Electronic countermeasure

Germany and United Kingdom interfered with enemy communications along the western front during World War I while the Royal Navy tried to intercept German naval radio transmissions.

[2] World War II ECM expanded to include dropping chaff (originally called Window), jamming and spoofing radar and navigation signals.

Cold War developments included anti-radiation missiles designed to home in on enemy radar transmitters.

Jamming is accomplished by a friendly platform transmitting signals on the radar frequency to produce a noise level sufficient to hide echos.

[1] Transponders may alternatively increase return echo strength to make a small decoy appear to be a larger target.

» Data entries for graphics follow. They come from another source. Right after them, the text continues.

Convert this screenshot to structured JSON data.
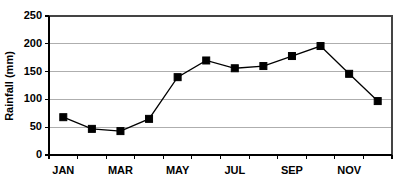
{
  "chart_data": {
    "type": "line",
    "title": "",
    "xlabel": "",
    "ylabel": "Rainfall (mm)",
    "categories": [
      "JAN",
      "FEB",
      "MAR",
      "APR",
      "MAY",
      "JUN",
      "JUL",
      "AUG",
      "SEP",
      "OCT",
      "NOV",
      "DEC"
    ],
    "visible_tick_labels": [
      "JAN",
      "MAR",
      "MAY",
      "JUL",
      "SEP",
      "NOV"
    ],
    "values": [
      68,
      47,
      43,
      65,
      140,
      170,
      156,
      160,
      178,
      196,
      146,
      97
    ],
    "ylim": [
      0,
      250
    ],
    "ytick_labels": [
      "250",
      "200",
      "150",
      "100",
      "50",
      "0"
    ],
    "ytick_values": [
      250,
      200,
      150,
      100,
      50,
      0
    ],
    "grid": true,
    "grid_axis": "y",
    "legend": false,
    "legend_position": "none",
    "marker": "square",
    "line_color": "#000000",
    "marker_color": "#000000",
    "grid_color": "#9a9a9a",
    "background_color": "#ffffff"
  },
  "axes": {
    "y_axis_title": "Rainfall (mm)"
  }
}
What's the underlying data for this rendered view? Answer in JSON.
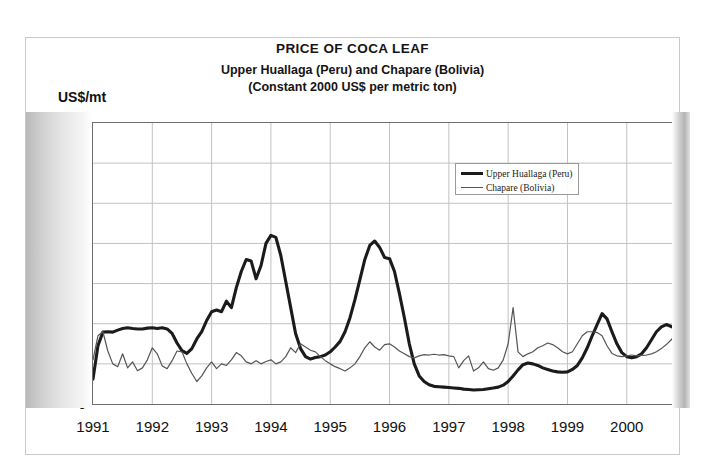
{
  "chart_data": {
    "type": "line",
    "title": "PRICE OF COCA LEAF",
    "subtitle_1": "Upper Huallaga (Peru) and Chapare (Bolivia)",
    "subtitle_2": "(Constant 2000 US$ per metric ton)",
    "ylabel": "US$/mt",
    "xlabel": "",
    "ylim": [
      0,
      7000
    ],
    "xlim": [
      1991,
      2000.83
    ],
    "grid": true,
    "legend_position": "upper-right-inside",
    "y_ticks": [
      7000,
      6000,
      5000,
      4000,
      3000,
      2000,
      1000,
      0
    ],
    "y_tick_labels": [
      "7,000",
      "6,000",
      "5,000",
      "4,000",
      "3,000",
      "2,000",
      "1,000",
      "0"
    ],
    "x_ticks": [
      1991,
      1992,
      1993,
      1994,
      1995,
      1996,
      1997,
      1998,
      1999,
      2000
    ],
    "x_tick_labels": [
      "1991",
      "1992",
      "1993",
      "1994",
      "1995",
      "1996",
      "1997",
      "1998",
      "1999",
      "2000"
    ],
    "series": [
      {
        "name": "Upper Huallaga (Peru)",
        "color": "#1b1b1b",
        "line_width": 3.1,
        "x_start": 1991.0,
        "x_step": 0.0833333,
        "values": [
          620,
          1450,
          1790,
          1800,
          1790,
          1840,
          1880,
          1900,
          1880,
          1870,
          1870,
          1890,
          1900,
          1880,
          1900,
          1870,
          1760,
          1520,
          1330,
          1260,
          1380,
          1620,
          1800,
          2080,
          2300,
          2340,
          2300,
          2560,
          2400,
          2900,
          3300,
          3600,
          3560,
          3120,
          3450,
          4000,
          4200,
          4150,
          3700,
          3050,
          2400,
          1750,
          1380,
          1180,
          1120,
          1160,
          1180,
          1220,
          1300,
          1420,
          1560,
          1800,
          2150,
          2600,
          3100,
          3600,
          3950,
          4060,
          3900,
          3650,
          3620,
          3300,
          2750,
          2150,
          1500,
          1000,
          700,
          560,
          480,
          440,
          430,
          420,
          410,
          400,
          390,
          370,
          360,
          350,
          355,
          360,
          380,
          400,
          420,
          470,
          560,
          700,
          850,
          980,
          1020,
          1000,
          960,
          900,
          860,
          820,
          800,
          790,
          800,
          860,
          960,
          1150,
          1400,
          1700,
          1980,
          2250,
          2120,
          1800,
          1500,
          1280,
          1180,
          1150,
          1180,
          1250,
          1400,
          1600,
          1800,
          1920,
          1980,
          1930,
          1860,
          1950,
          2050,
          2000,
          1920,
          1900,
          1980,
          2250,
          2700,
          3050,
          2850,
          2500,
          2350,
          2320,
          2380,
          2450,
          2600,
          2520,
          2380,
          2300,
          2420,
          2620,
          2850,
          3050,
          3250,
          3400,
          3150
        ]
      },
      {
        "name": "Chapare (Bolivia)",
        "color": "#555555",
        "line_width": 1.2,
        "x_start": 1991.0,
        "x_step": 0.0833333,
        "values": [
          1100,
          1700,
          1800,
          1320,
          1000,
          930,
          1250,
          900,
          1050,
          830,
          900,
          1100,
          1400,
          1250,
          950,
          880,
          1080,
          1320,
          1300,
          1000,
          760,
          560,
          700,
          900,
          1050,
          880,
          1000,
          960,
          1100,
          1280,
          1200,
          1050,
          1000,
          1080,
          1000,
          1060,
          1100,
          1000,
          1050,
          1180,
          1400,
          1280,
          1500,
          1420,
          1340,
          1300,
          1180,
          1080,
          1000,
          930,
          880,
          820,
          900,
          1000,
          1180,
          1400,
          1550,
          1420,
          1340,
          1480,
          1500,
          1420,
          1320,
          1250,
          1180,
          1150,
          1200,
          1230,
          1220,
          1240,
          1220,
          1230,
          1200,
          1180,
          900,
          1080,
          1200,
          820,
          900,
          1050,
          880,
          840,
          900,
          1100,
          1500,
          2400,
          1300,
          1180,
          1250,
          1300,
          1400,
          1450,
          1520,
          1480,
          1400,
          1300,
          1250,
          1300,
          1500,
          1700,
          1800,
          1800,
          1780,
          1700,
          1450,
          1260,
          1200,
          1180,
          1200,
          1220,
          1200,
          1210,
          1220,
          1250,
          1300,
          1380,
          1480,
          1600,
          1750,
          1850,
          2050,
          2150,
          2200,
          2350,
          2450,
          3200,
          4300,
          5000,
          5050,
          5050,
          5100,
          5150,
          5150,
          5200,
          6100,
          5550,
          5200,
          5600,
          5900,
          6020,
          6050,
          6050,
          6000,
          5800,
          4800
        ]
      }
    ]
  }
}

[1] Dispersal of small aluminium strips called chaff is a common method of changing the electromagnetic properties of air to provide confusing radar echos.

Planned for adoption around 2020, it will use a small AESA antenna divided into quadrants[5] for all around coverage and retain the capability of highly directional jamming.

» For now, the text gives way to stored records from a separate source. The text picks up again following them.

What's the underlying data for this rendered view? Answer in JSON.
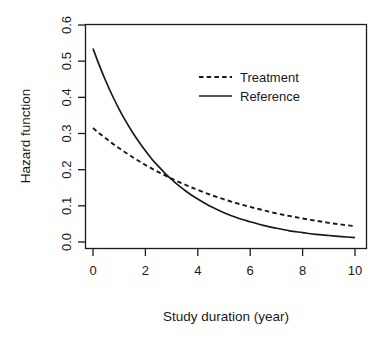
{
  "chart_data": {
    "type": "line",
    "title": "",
    "xlabel": "Study duration (year)",
    "ylabel": "Hazard function",
    "xlim": [
      0,
      10
    ],
    "ylim": [
      0.0,
      0.6
    ],
    "xticks": [
      "0",
      "2",
      "4",
      "6",
      "8",
      "10"
    ],
    "xtick_values": [
      0,
      2,
      4,
      6,
      8,
      10
    ],
    "yticks": [
      "0.0",
      "0.1",
      "0.2",
      "0.3",
      "0.4",
      "0.5",
      "0.6"
    ],
    "ytick_values": [
      0.0,
      0.1,
      0.2,
      0.3,
      0.4,
      0.5,
      0.6
    ],
    "grid": false,
    "legend_position": "top-right",
    "x": [
      0,
      0.25,
      0.5,
      0.75,
      1,
      1.25,
      1.5,
      1.75,
      2,
      2.25,
      2.5,
      2.75,
      3,
      3.25,
      3.5,
      3.75,
      4,
      4.5,
      5,
      5.5,
      6,
      6.5,
      7,
      7.5,
      8,
      8.5,
      9,
      9.5,
      10
    ],
    "series": [
      {
        "name": "Treatment",
        "style": "dashed",
        "color": "#1a1a1a",
        "values": [
          0.315,
          0.3,
          0.286,
          0.272,
          0.259,
          0.247,
          0.235,
          0.224,
          0.213,
          0.203,
          0.193,
          0.184,
          0.175,
          0.167,
          0.159,
          0.151,
          0.144,
          0.13,
          0.118,
          0.107,
          0.097,
          0.088,
          0.079,
          0.072,
          0.065,
          0.059,
          0.053,
          0.048,
          0.044
        ]
      },
      {
        "name": "Reference",
        "style": "solid",
        "color": "#1a1a1a",
        "values": [
          0.535,
          0.487,
          0.443,
          0.403,
          0.367,
          0.334,
          0.304,
          0.277,
          0.252,
          0.229,
          0.209,
          0.19,
          0.173,
          0.157,
          0.143,
          0.13,
          0.119,
          0.098,
          0.081,
          0.067,
          0.056,
          0.046,
          0.038,
          0.031,
          0.026,
          0.021,
          0.018,
          0.015,
          0.012
        ]
      }
    ],
    "annotations": [
      {
        "text": "curves cross near x = 3.5",
        "visible": false
      }
    ]
  },
  "legend": {
    "entries": [
      {
        "label": "Treatment",
        "style": "dashed"
      },
      {
        "label": "Reference",
        "style": "solid"
      }
    ]
  },
  "axes": {
    "x_title": "Study duration (year)",
    "y_title": "Hazard function"
  },
  "colors": {
    "foreground": "#1a1a1a",
    "background": "#ffffff"
  }
}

DARPA's Precision Electronic Warfare (PREW) project aims to develop a low-cost system capable of synchronizing several simple airborne jamming pods with enough precision to replicate the directionality of an electronically scanned antenna, avoiding collateral jamming of non-targeted receivers.

[6] An expendable active decoy that uses DRFM technology to jam RF based threats has already been developed by Selex ES[7] (merged into Leonardo new name of Finmeccanica since 2017).

The 55 mm format of the system has undergone flight trials with the Gripen aircraft and the development of a 218 variant is at an advanced stage.

[9] The Raytheon SLQ-32 shipboard ECM package came in three versions providing warning, identification and bearing information about radar-guided cruise missiles.

Inspecting an AN/ALQ-184 Electronic Attack Pod.
Simulated radar screen in US Navy training exercise showing simulated jamming (triangular white area lower right)
Drone counter measures (1st Squadron, 3rd Cavalry Regiment of the US Army drill with the Battelle DroneDefender, 30 October 2018, Iraq.)